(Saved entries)

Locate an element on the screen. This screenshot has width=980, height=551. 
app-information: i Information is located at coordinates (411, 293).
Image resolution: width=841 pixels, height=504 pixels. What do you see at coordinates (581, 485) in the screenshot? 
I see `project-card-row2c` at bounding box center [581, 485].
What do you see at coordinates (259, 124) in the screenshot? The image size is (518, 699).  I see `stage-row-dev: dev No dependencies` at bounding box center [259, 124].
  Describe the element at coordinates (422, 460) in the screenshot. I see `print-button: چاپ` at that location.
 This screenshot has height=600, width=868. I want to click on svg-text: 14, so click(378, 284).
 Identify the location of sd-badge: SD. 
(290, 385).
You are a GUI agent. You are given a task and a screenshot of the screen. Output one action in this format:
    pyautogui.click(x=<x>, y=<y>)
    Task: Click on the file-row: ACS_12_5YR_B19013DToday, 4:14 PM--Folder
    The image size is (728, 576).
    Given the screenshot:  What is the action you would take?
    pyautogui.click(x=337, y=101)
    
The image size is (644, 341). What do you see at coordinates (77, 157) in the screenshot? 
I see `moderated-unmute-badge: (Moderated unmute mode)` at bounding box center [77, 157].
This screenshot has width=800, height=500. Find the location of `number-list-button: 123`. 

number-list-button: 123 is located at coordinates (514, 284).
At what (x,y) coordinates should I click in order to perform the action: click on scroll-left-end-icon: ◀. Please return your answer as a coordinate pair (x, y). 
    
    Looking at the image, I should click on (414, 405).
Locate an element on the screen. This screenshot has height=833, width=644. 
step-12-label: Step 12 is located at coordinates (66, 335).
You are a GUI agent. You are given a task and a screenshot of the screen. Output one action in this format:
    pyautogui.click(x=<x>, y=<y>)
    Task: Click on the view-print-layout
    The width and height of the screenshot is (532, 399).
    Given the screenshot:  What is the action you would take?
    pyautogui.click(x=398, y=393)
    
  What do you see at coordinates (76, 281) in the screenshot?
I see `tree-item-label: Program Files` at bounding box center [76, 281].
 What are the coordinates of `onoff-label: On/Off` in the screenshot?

● WORK TO BE COMPLETED:
Give back all of the data above without any alteration.

● COMPLETED EXERCISE:
Locate an element on the screen. This screenshot has width=980, height=551. 
app-information: i Information is located at coordinates (411, 293).
Image resolution: width=841 pixels, height=504 pixels. What do you see at coordinates (581, 485) in the screenshot? 
I see `project-card-row2c` at bounding box center [581, 485].
What do you see at coordinates (259, 124) in the screenshot? The image size is (518, 699).  I see `stage-row-dev: dev No dependencies` at bounding box center [259, 124].
  Describe the element at coordinates (422, 460) in the screenshot. I see `print-button: چاپ` at that location.
 This screenshot has height=600, width=868. I want to click on svg-text: 14, so click(378, 284).
 Identify the location of sd-badge: SD. 
(290, 385).
You are a GUI agent. You are given a task and a screenshot of the screen. Output one action in this format:
    pyautogui.click(x=<x>, y=<y>)
    Task: Click on the file-row: ACS_12_5YR_B19013DToday, 4:14 PM--Folder
    The image size is (728, 576).
    Given the screenshot:  What is the action you would take?
    pyautogui.click(x=337, y=101)
    
The image size is (644, 341). What do you see at coordinates (77, 157) in the screenshot? 
I see `moderated-unmute-badge: (Moderated unmute mode)` at bounding box center [77, 157].
This screenshot has width=800, height=500. Find the location of `number-list-button: 123`. 

number-list-button: 123 is located at coordinates (514, 284).
At what (x,y) coordinates should I click in order to perform the action: click on scroll-left-end-icon: ◀. Please return your answer as a coordinate pair (x, y). 
    
    Looking at the image, I should click on (414, 405).
Locate an element on the screen. This screenshot has height=833, width=644. 
step-12-label: Step 12 is located at coordinates (66, 335).
You are a GUI agent. You are given a task and a screenshot of the screen. Output one action in this format:
    pyautogui.click(x=<x>, y=<y>)
    Task: Click on the view-print-layout
    The width and height of the screenshot is (532, 399).
    Given the screenshot:  What is the action you would take?
    pyautogui.click(x=398, y=393)
    
  What do you see at coordinates (76, 281) in the screenshot?
I see `tree-item-label: Program Files` at bounding box center [76, 281].
 What are the coordinates of `onoff-label: On/Off` in the screenshot?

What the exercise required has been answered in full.